Board of Ed should have listened to teachers
The recent decision by the Jefferson County Board of Education to deny a request for an exam waiver for Jefferson High students at the end of the second semester was made against the desires of the staff of the school. The faculty voted overwhelmingly to make the request because they recognized that our students are “over-tested.” Likewise, the state Board of Education recognizes the excessive testing
Apparently the Board members do not feel that is the case.
As students head back from spring break this week, they are preparing for standardized tests which be followed by more standardized tests. The guidance counselors will spend the majority of their time administering these which will leave little time to actually counsel students. Teachers will be focused on “teaching to the test” which doesn’t do much service to our students.
They then will have to create and deliver a final exam on material that is taught quickly and often inefficiently. Rather that focusing on one more test, the Board should have allowed the waiver to go through so that at least some classroom time can be spent on actually achieving results in teaching that is not focused on a test.
The argument that Washington High didn’t seek a waiver; therefore consistency should be followed for both schools is not a sound basis. The waiver policy allows each school to request a waiver, not each county. For the Board of Education to close a blind eye to the request of their staff, administrators, students and parents shows a lack of connection to individual schools.
We would strongly suggest that the Board revisit its decision and grant the waiver to Jefferson High so that students can focus on learning for the sake of learning rather than learning for one more test. We owe it to our children to provide an education; not just put another exam or standardized test in front of them. We owe it to our teachers to allow them to teach something they chose to do. We owe it to our guidance officials to allow them some time to actually use their degrees in guidance and guide our children toward the correct educational path.
Break the mold formed by testing and allow the school to move ahead in a manner that is most educationally beneficial. It’s not too late to change the vote.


▶ **TASK DETAILS**
Reproduce all of the data below without alteration; exclude every picture.

++++ DATA LISTING

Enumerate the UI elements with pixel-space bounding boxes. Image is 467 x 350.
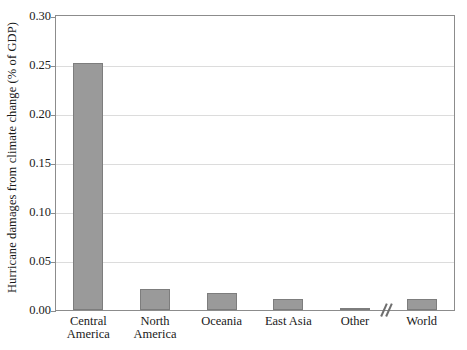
hurricane-damages-bar-chart: Hurricane damages from climate change (%… — [0, 0, 467, 350]
y-axis-tick-label: 0.20 — [18, 108, 51, 121]
y-axis-tick-mark — [51, 164, 56, 165]
gridline — [56, 213, 454, 214]
x-axis-tick-label: Oceania — [188, 315, 255, 328]
x-axis-tick-label: Other — [322, 315, 389, 328]
x-axis-tick-label: East Asia — [255, 315, 322, 328]
y-axis-tick-mark — [51, 213, 56, 214]
y-axis-tick-label: 0.00 — [18, 304, 51, 317]
y-axis-tick-labels: 0.300.250.200.150.100.050.00 — [18, 15, 51, 311]
gridline — [56, 164, 454, 165]
y-axis-tick-mark — [51, 262, 56, 263]
y-axis-tick-label: 0.05 — [18, 255, 51, 268]
x-axis-tick-label: Central America — [55, 315, 122, 341]
y-axis-tick-mark — [51, 17, 56, 18]
y-axis-tick-mark — [51, 311, 56, 312]
gridline — [56, 115, 454, 116]
y-axis-tick-mark — [51, 115, 56, 116]
plot-area — [55, 15, 455, 311]
y-axis-tick-mark — [51, 66, 56, 67]
y-axis-tick-label: 0.10 — [18, 206, 51, 219]
y-axis-tick-label: 0.25 — [18, 59, 51, 72]
x-axis-tick-label: World — [388, 315, 455, 328]
y-axis-tick-label: 0.15 — [18, 157, 51, 170]
gridline — [56, 262, 454, 263]
x-axis-tick-label: North America — [122, 315, 189, 341]
x-axis-tick-labels: Central AmericaNorth AmericaOceaniaEast … — [55, 315, 455, 350]
y-axis-tick-label: 0.30 — [18, 10, 51, 23]
gridline — [56, 66, 454, 67]
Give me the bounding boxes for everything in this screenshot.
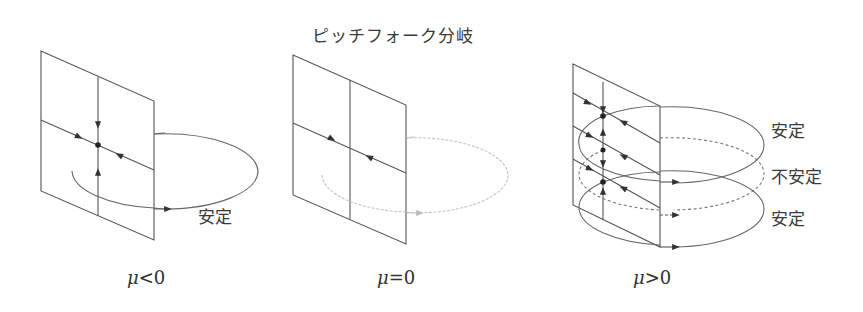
cycle-label-lower-stable: 安定 — [771, 205, 805, 230]
cycle-label-unstable: 不安定 — [771, 163, 822, 188]
section-plane — [573, 64, 660, 247]
fixed-point-upper-stable — [600, 113, 606, 119]
cycle-label-upper-stable: 安定 — [771, 117, 805, 142]
bifurcation-diagram — [0, 0, 863, 312]
condition-mu-negative: μ<0 — [127, 267, 165, 288]
panel-mu-positive — [573, 64, 764, 247]
panel-mu-zero — [293, 55, 508, 244]
fixed-point — [95, 142, 101, 148]
fixed-point-middle-unstable — [601, 148, 606, 153]
fixed-point-lower-stable — [600, 179, 606, 185]
condition-mu-positive: μ>0 — [633, 267, 671, 288]
cycle-label-stable: 安定 — [198, 203, 232, 228]
condition-mu-zero: μ=0 — [377, 267, 415, 288]
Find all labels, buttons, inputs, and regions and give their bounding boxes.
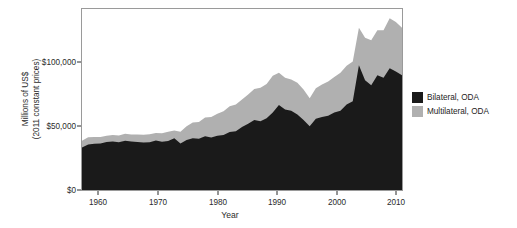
y-tick-label-100000: $100,000 [42, 58, 76, 67]
y-tick-label-50000: $50,000 [46, 122, 76, 131]
x-axis-title: Year [0, 210, 460, 220]
x-tick-label-2000: 2000 [328, 198, 346, 207]
y-axis-title-line2: (2011 constant prices) [31, 59, 42, 139]
legend-item-multilateral: Multilateral, ODA [412, 106, 512, 117]
y-axis-tick-labels: $100,000 $50,000 $0 [44, 0, 76, 228]
x-tick-label-1980: 1980 [209, 198, 227, 207]
x-tick-label-1970: 1970 [149, 198, 167, 207]
legend-swatch-multilateral [412, 106, 423, 117]
x-tick-label-1960: 1960 [89, 198, 107, 207]
plot-panel [81, 8, 403, 191]
legend-swatch-bilateral [412, 92, 423, 103]
y-axis-title: Millions of US$ (2011 constant prices) [14, 0, 48, 198]
x-tick-label-1990: 1990 [268, 198, 286, 207]
chart-legend: Bilateral, ODA Multilateral, ODA [412, 92, 512, 120]
x-tick-label-2010: 2010 [387, 198, 405, 207]
stacked-area-plot [82, 9, 402, 190]
legend-label-bilateral: Bilateral, ODA [427, 93, 479, 102]
y-axis-title-line1: Millions of US$ [20, 59, 31, 139]
legend-item-bilateral: Bilateral, ODA [412, 92, 512, 103]
y-tick-label-0: $0 [67, 186, 76, 195]
chart-figure: Millions of US$ (2011 constant prices) $… [0, 0, 517, 228]
legend-label-multilateral: Multilateral, ODA [427, 107, 489, 116]
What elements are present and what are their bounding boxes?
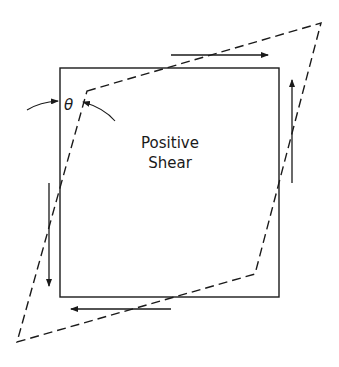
theta-symbol: θ [64, 96, 73, 114]
original-square [60, 68, 279, 297]
angle-arc-left [27, 101, 58, 110]
label-line-1: Positive [141, 134, 199, 152]
label-line-2: Shear [148, 154, 192, 172]
deformed-shape-dashed [17, 23, 321, 342]
positive-shear-diagram: θ Positive Shear [0, 0, 339, 367]
angle-arc-right [83, 102, 115, 121]
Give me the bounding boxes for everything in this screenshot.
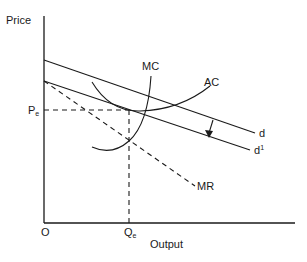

++++++++

▶ **OUTPUT FOR THIS EXERCISE**
Enumerate the UI elements with pixel-space bounding boxes. Image is 467 x 350.
hurricane-damages-bar-chart: Hurricane damages from climate change (%… — [0, 0, 467, 350]
y-axis-tick-label: 0.20 — [18, 108, 51, 121]
y-axis-tick-mark — [51, 164, 56, 165]
gridline — [56, 213, 454, 214]
x-axis-tick-label: Oceania — [188, 315, 255, 328]
x-axis-tick-label: Other — [322, 315, 389, 328]
x-axis-tick-label: East Asia — [255, 315, 322, 328]
y-axis-tick-mark — [51, 213, 56, 214]
y-axis-tick-label: 0.00 — [18, 304, 51, 317]
y-axis-tick-labels: 0.300.250.200.150.100.050.00 — [18, 15, 51, 311]
gridline — [56, 164, 454, 165]
y-axis-tick-mark — [51, 262, 56, 263]
y-axis-tick-label: 0.05 — [18, 255, 51, 268]
x-axis-tick-label: Central America — [55, 315, 122, 341]
y-axis-tick-mark — [51, 17, 56, 18]
y-axis-tick-mark — [51, 311, 56, 312]
gridline — [56, 115, 454, 116]
y-axis-tick-mark — [51, 115, 56, 116]
plot-area — [55, 15, 455, 311]
y-axis-tick-mark — [51, 66, 56, 67]
y-axis-tick-label: 0.10 — [18, 206, 51, 219]
y-axis-tick-label: 0.25 — [18, 59, 51, 72]
x-axis-tick-label: World — [388, 315, 455, 328]
y-axis-tick-label: 0.15 — [18, 157, 51, 170]
gridline — [56, 262, 454, 263]
x-axis-tick-label: North America — [122, 315, 189, 341]
x-axis-tick-labels: Central AmericaNorth AmericaOceaniaEast … — [55, 315, 455, 350]
y-axis-tick-label: 0.30 — [18, 10, 51, 23]
gridline — [56, 66, 454, 67]
Give me the bounding boxes for everything in this screenshot.
cycle-label-lower-stable: 安定 — [771, 205, 805, 230]
cycle-label-unstable: 不安定 — [771, 163, 822, 188]
section-plane — [573, 64, 660, 247]
fixed-point-upper-stable — [600, 113, 606, 119]
cycle-label-upper-stable: 安定 — [771, 117, 805, 142]
bifurcation-diagram — [0, 0, 863, 312]
condition-mu-negative: μ<0 — [127, 267, 165, 288]
panel-mu-positive — [573, 64, 764, 247]
panel-mu-zero — [293, 55, 508, 244]
fixed-point — [95, 142, 101, 148]
fixed-point-middle-unstable — [601, 148, 606, 153]
fixed-point-lower-stable — [600, 179, 606, 185]
condition-mu-positive: μ>0 — [633, 267, 671, 288]
cycle-label-stable: 安定 — [198, 203, 232, 228]
condition-mu-zero: μ=0 — [377, 267, 415, 288]
Find all labels, buttons, inputs, and regions and give their bounding boxes.
y-tick-label-100000: $100,000 [42, 58, 76, 67]
y-tick-label-50000: $50,000 [46, 122, 76, 131]
x-axis-title: Year [0, 210, 460, 220]
x-tick-label-2000: 2000 [328, 198, 346, 207]
y-axis-title-line2: (2011 constant prices) [31, 59, 42, 139]
legend-item-multilateral: Multilateral, ODA [412, 106, 512, 117]
y-axis-tick-labels: $100,000 $50,000 $0 [44, 0, 76, 228]
x-tick-label-1980: 1980 [209, 198, 227, 207]
x-tick-label-1970: 1970 [149, 198, 167, 207]
legend-swatch-multilateral [412, 106, 423, 117]
x-tick-label-1960: 1960 [89, 198, 107, 207]
plot-panel [81, 8, 403, 191]
legend-swatch-bilateral [412, 92, 423, 103]
y-axis-title: Millions of US$ (2011 constant prices) [14, 0, 48, 198]
x-tick-label-1990: 1990 [268, 198, 286, 207]
chart-legend: Bilateral, ODA Multilateral, ODA [412, 92, 512, 120]
x-tick-label-2010: 2010 [387, 198, 405, 207]
stacked-area-plot [82, 9, 402, 190]
legend-label-bilateral: Bilateral, ODA [427, 93, 479, 102]
y-axis-title-line1: Millions of US$ [20, 59, 31, 139]
legend-item-bilateral: Bilateral, ODA [412, 92, 512, 103]
y-tick-label-0: $0 [67, 186, 76, 195]
chart-figure: Millions of US$ (2011 constant prices) $… [0, 0, 517, 228]
legend-label-multilateral: Multilateral, ODA [427, 107, 489, 116]
What elements are present and what are their bounding boxes?
theta-symbol: θ [64, 96, 73, 114]
original-square [60, 68, 279, 297]
angle-arc-left [27, 101, 58, 110]
label-line-1: Positive [141, 134, 199, 152]
label-line-2: Shear [148, 154, 192, 172]
deformed-shape-dashed [17, 23, 321, 342]
positive-shear-diagram: θ Positive Shear [0, 0, 339, 367]
angle-arc-right [83, 102, 115, 121]
Give me the bounding boxes for everything in this screenshot.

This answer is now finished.